Malgorath's eyes narrowed. "But they skipped my beautiful opening act."
Splurg shrugged. "Then move the opening act."
Malgorath stared at him. "Move it?"
Splurg's face was calm, practical—the face of someone who had accepted long ago that a dungeon was a machine, not a poem.
"Yes," Splurg said. "We adjust. We put meaningful threats closer to the waypoint. We move some traps deeper. We re-route patrols. Returning heroes want pace. New heroes want onboarding. We can do both."
Malgorath's mouth opened, prepared to declare that his dungeon was perfect and required no alterations.
Then the System Screen offered a new menu:
[WAYPOINT FLOW ADJUSTMENT]Options:
Add "Waypoint Exit Corridor" (Engagement Zone) — 12 DP
Relocate 2 traps per day (Free, maintenance)
Create "Fork Path" (new heroes route / veteran route) — 25 DP
Place mini-ambush near waypoint (low cost) — 8 DP
Splurg pointed. "See? Even the System expects it."
Malgorath glared at the menu like it was insulting his artistry.
Then, because he liked DP and hated being wrong, he snapped, "Fine. You may… slightly rearrange things."
Splurg smiled. "Great."
Malgorath added quickly, "But make it look like my idea."
Splurg nodded solemnly. "Of course, Master."
And while Malgorath returned to practicing Victory Poses—now with a new one called The Waypoint Dominator Stance—Splurg got to work.

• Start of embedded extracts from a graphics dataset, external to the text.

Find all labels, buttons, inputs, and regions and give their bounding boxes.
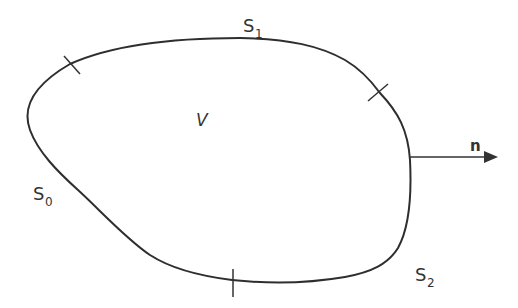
normal-vector-label: n <box>470 137 481 155</box>
volume-boundary-diagram: n V S 1 S 0 S 2 <box>0 0 518 308</box>
surface-label-s1-subscript: 1 <box>255 27 263 41</box>
normal-vector-arrowhead <box>484 151 498 163</box>
surface-label-s2: S <box>415 264 426 285</box>
region-label-v: V <box>196 110 209 130</box>
surface-label-s0-subscript: 0 <box>45 195 53 209</box>
surface-label-s2-subscript: 2 <box>427 276 435 290</box>
surface-label-s1: S <box>243 15 254 36</box>
region-boundary-outline <box>27 38 410 282</box>
surface-label-s0: S <box>33 183 44 204</box>
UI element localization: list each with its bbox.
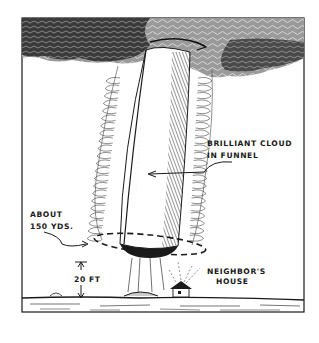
label-neighbors-house-line1: NEIGHBOR'S: [207, 267, 266, 276]
label-about-line2: 150 YDS.: [30, 222, 73, 231]
label-neighbors-house-line2: HOUSE: [216, 277, 249, 286]
label-about-line1: ABOUT: [30, 210, 63, 219]
tornado-illustration: BRILLIANT CLOUD IN FUNNEL ABOUT 150 YDS.…: [0, 0, 319, 343]
label-height: 20 FT: [74, 275, 101, 284]
label-brilliant-cloud-line1: BRILLIANT CLOUD: [207, 139, 292, 148]
label-brilliant-cloud-line2: IN FUNNEL: [207, 151, 258, 160]
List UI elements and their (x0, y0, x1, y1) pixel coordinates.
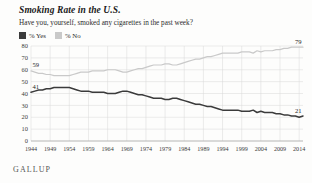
x-axis-tick-label: 1979 (159, 146, 171, 152)
x-axis-tick-label: 1954 (63, 146, 75, 152)
y-axis-tick-label: 80 (22, 42, 28, 49)
data-point-label: 41 (33, 83, 40, 90)
x-axis-tick-label: 1989 (197, 146, 209, 152)
x-axis-tick-label: 1994 (216, 146, 228, 152)
x-axis-tick-label: 2004 (255, 146, 267, 152)
data-point-label: 21 (295, 107, 302, 114)
x-axis-tick-label: 1984 (178, 146, 190, 152)
y-axis-tick-label: 50 (22, 78, 28, 85)
x-axis-tick-label: 1999 (236, 146, 248, 152)
y-axis-tick-label: 30 (22, 102, 28, 109)
y-axis-tick-label: 20 (22, 113, 28, 120)
x-axis-tick-label: 1974 (140, 146, 152, 152)
line-chart-plot: 0102030405060708019441949195419591964196… (0, 0, 312, 183)
gallup-logo: GALLUP (13, 165, 51, 174)
series-line-no (31, 47, 303, 76)
y-axis-tick-label: 60 (22, 66, 28, 73)
chart-page: Smoking Rate in the U.S. Have you, yours… (0, 0, 312, 183)
series-line-yes (31, 88, 303, 118)
y-axis-tick-label: 70 (22, 54, 28, 61)
x-axis-tick-label: 1969 (121, 146, 133, 152)
y-axis-tick-label: 40 (22, 90, 28, 97)
x-axis-tick-label: 1964 (102, 146, 114, 152)
x-axis-tick-label: 1944 (25, 146, 37, 152)
x-axis-tick-label: 1959 (82, 146, 94, 152)
y-axis-tick-label: 10 (22, 125, 28, 132)
y-axis-tick-label: 0 (25, 137, 28, 144)
x-axis-tick-label: 2009 (274, 146, 286, 152)
x-axis-tick-label: 1949 (44, 146, 56, 152)
x-axis-tick-label: 2014 (293, 146, 305, 152)
data-point-label: 79 (295, 38, 302, 45)
data-point-label: 59 (33, 61, 40, 68)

By the next day, Floor 1 felt different.
Not kinder.
Not safer.
Just smarter.
Splurg didn't turn the early floor into a slaughterhouse, because that would scare off new raiders. Instead, he shifted the threats.
He moved the dart wall closer to a branching corridor that veterans would be forced through after teleporting in.

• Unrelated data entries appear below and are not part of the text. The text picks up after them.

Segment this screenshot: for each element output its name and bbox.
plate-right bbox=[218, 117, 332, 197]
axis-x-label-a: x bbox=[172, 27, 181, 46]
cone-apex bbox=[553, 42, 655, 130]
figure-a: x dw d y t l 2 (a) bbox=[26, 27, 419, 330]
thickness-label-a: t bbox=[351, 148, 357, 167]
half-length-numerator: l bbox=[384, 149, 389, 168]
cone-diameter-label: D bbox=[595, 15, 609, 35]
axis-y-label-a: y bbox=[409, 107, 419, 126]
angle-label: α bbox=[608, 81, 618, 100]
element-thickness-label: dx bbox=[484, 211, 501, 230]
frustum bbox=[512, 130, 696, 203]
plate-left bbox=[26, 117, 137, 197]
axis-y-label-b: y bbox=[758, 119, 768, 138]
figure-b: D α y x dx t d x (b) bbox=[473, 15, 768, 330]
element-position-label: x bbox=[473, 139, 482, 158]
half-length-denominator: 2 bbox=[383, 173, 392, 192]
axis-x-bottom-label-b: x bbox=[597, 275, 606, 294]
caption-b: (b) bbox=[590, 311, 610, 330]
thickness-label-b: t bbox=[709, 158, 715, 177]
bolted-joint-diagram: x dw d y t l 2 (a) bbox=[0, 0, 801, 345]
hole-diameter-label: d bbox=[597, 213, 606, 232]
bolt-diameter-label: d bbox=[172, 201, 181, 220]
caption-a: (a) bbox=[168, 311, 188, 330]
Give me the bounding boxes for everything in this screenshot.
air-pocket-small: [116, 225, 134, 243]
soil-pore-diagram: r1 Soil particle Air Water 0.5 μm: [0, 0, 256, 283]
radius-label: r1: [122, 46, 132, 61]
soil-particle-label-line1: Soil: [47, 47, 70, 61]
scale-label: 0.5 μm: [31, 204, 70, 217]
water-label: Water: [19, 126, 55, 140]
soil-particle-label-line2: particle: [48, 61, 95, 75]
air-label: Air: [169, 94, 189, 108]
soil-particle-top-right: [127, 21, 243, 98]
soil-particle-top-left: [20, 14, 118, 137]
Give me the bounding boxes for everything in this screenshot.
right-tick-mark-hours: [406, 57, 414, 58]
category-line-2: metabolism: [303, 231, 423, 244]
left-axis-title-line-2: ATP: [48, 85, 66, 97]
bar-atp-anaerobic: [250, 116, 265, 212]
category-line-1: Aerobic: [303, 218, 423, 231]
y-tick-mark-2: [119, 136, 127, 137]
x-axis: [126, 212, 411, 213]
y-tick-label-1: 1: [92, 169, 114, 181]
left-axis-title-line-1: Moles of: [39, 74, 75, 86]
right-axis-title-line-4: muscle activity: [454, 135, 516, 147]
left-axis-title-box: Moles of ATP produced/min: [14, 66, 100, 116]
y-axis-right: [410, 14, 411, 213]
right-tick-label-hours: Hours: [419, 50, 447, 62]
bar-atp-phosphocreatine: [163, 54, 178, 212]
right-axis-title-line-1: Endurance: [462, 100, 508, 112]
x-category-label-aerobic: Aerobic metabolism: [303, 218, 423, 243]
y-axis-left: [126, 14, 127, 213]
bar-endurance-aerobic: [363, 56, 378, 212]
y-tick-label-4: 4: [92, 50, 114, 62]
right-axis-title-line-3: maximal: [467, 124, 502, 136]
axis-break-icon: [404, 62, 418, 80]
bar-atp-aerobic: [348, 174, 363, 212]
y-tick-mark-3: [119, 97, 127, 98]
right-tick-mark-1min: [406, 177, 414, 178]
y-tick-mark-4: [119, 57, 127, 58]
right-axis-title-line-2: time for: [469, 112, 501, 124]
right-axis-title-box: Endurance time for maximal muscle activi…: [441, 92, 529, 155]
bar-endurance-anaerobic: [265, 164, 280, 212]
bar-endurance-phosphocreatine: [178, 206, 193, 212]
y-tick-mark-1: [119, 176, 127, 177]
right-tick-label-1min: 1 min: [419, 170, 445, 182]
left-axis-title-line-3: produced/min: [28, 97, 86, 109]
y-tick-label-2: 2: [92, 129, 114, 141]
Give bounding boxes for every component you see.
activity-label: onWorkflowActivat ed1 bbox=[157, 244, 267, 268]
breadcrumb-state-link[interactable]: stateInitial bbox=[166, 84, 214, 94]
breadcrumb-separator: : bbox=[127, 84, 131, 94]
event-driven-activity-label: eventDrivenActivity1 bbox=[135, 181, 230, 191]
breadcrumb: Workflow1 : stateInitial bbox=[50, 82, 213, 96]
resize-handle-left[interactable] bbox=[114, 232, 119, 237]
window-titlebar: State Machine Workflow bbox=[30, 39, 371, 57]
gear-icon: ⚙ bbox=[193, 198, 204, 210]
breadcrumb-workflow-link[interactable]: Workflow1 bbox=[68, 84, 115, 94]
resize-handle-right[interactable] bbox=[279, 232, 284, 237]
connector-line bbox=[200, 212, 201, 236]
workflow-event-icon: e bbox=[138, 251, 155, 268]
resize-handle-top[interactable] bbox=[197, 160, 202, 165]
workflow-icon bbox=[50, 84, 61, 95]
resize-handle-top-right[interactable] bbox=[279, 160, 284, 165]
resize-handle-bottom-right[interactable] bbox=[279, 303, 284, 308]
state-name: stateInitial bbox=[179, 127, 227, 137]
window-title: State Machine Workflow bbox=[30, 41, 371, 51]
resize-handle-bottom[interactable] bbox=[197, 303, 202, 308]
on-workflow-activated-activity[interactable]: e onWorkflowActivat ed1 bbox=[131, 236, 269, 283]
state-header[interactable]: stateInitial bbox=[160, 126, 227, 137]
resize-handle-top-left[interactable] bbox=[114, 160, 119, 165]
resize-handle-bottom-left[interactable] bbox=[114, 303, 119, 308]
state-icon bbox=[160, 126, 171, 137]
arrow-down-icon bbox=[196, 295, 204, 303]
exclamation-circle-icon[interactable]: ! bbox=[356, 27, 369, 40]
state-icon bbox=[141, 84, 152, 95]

He relocated one pit trap from the entrance path and placed it in a side hall near the waypoint exit—camouflaged with bone dust and moss so returning heroes couldn't just "remember where it is."
He changed skeleton patrol patterns so a pair of Skeleton Knights would cross the waypoint corridor at irregular intervals.
He even placed a "welcome" zombie just out of sight—a lurker behind a pillar that would grab ankles and make veterans swear loudly, which increased fear output beautifully without instantly killing anyone.
He did it all quietly.
Professionally.
As if he'd been born for it.
Malgorath watched from his console, muttering about worshippers and sacred travel rites, completely convinced the waypoint was a tribute.
And when the next returning party teleported in and shouted in surprise as a zombie hand clamped around a boot and peeled the skin off the heel like wet fruit, Malgorath crowed with delight.
"YES!" he bellowed. "THE ALTAR TESTS YOUR WORTH!"
Splurg nodded, satisfied.
Because Floor 1 wasn't just a haunted forest anymore.
It was a system.
A loop.
A machine that learned.
And now that heroes could return faster, they would return more often.
Which meant more fights. More blood. More fear.
More DP.
Malgorath thought the waypoint was a shrine built to honor him.
Splurg knew the truth:
It was a conveyor belt.
And business was about to get very, very good.